Warnings on the Mount
Why did Jesus end the Sermon on the Mount with a warning? We can imagine a more appealing conclusion. Why not close with the end of Matthew 6, heralding God’s generous provision as the cure for anxiety? Yet Jesus wraps the greatest address ever recorded with a series of signs that read, “Extreme Danger. Do Not Climb.” The final two warnings are to beware of false prophets (7:15–23) and to not build your house on sand (vv. 24–27).
But warning isn’t the opposite of love; it’s an expression of love.
Here and elsewhere, Jesus differentiates himself from false prophets, the kind condemned in Jeremiah 6 who “healed the wounds of [God’s] people lightly, saying, ‘Peace, peace, where there is no peace.’” When Jeremiah spoke this message, Jerusalem was under siege. He tells us the mark of a true prophet is to name the threats, to reinforce the urgency of trust and obedience, and to raise the stakes on the imperative of undivided love for God and neighbor.
False prophets won’t take such risks. They offer what John Stott calls an “amoral optimism,” a “denial that God was the God of judgment as well as of steadfast love and mercy.” They offer a false sense of security propped up by a refusal to name the weight of sins and sorrows.
True prophets, by contrast, warn. They preach for a decision. Far from dissolving the dividing lines between good and evil, justice and injustice, holiness and sin, they reinforce them. This is what Jesus does when he climbs the mountain and begins to preach. He reveals a God more gracious and compassionate than the false prophets dared dream, yet his message includes warnings. Jesus warns with severity and frequency. He warns as the conclusion to his greatest sermon of all.
Warnings Rooted in Love
Why does Jesus warn? Because he loves us. In the face of real danger, warning is the definition of love. Not to warn is indifference. Only an unloving God wouldn’t warn. Jesus warns because he knows both the true depths of sin’s destruction and the true heights of God’s mercy. He knows the threats that lay siege to our lives are profound and that their defeat necessitated his death. So Jesus speaks with warnings of perfect love.
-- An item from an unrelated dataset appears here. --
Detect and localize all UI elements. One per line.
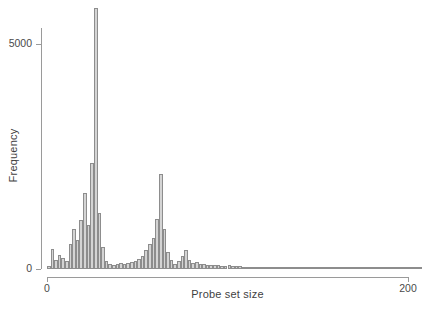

In the face of real danger, warning is the definition of love.
Immediately after his warning against listening to false prophets, Jesus gives the sermon’s final words in the parable of the two houses (Matt. 7:24–27). He doesn’t mention differences between the two houses in themselves. Jesus assumes perfect symmetry in the blueprints. Both houses are built for shelter, and both are threatened by the storm. One thing makes the difference between endurance and destruction: the foundation. It’s listening to Jesus or not. “Everyone then who hears these words of mine and does them will be like a wise man who built his house on the rock” (v. 24). This house stands when it’s sieged. The other was built on a lesser foundation, and “great was the fall of it” (v. 27).
If we want to enjoy a lifetime of faith, where the trajectory isn’t a fall from early euphoria into apathy or malaise but rather a rise into godly character and joy, then we must heed Jesus’s warnings. And not only heed them—love them. For they’re warnings rooted in love.
Signposts of Life
Back at Yellowstone, high above the waterfall, as the earth underneath my feet plummeted into the river below, I turned and slammed my hands into the dirt. By God’s grace, I was able to hang on. Trembling, I stumbled back to the fence and climbed over. I was shaken to my core. When I got back on the path, my perception of the warning signs had been transformed. I no longer thought, What a repressive fence, but rather, Thank God this is here.
We should respond similarly to Jesus’s warnings. They aren’t fences of repression; they’re fences of joy. Signposts of life, not death. The ground will give way beneath a life built on anything else. Thank God, our Rock is immovable, and when his warnings are heeded, no sieging storm will overcome us.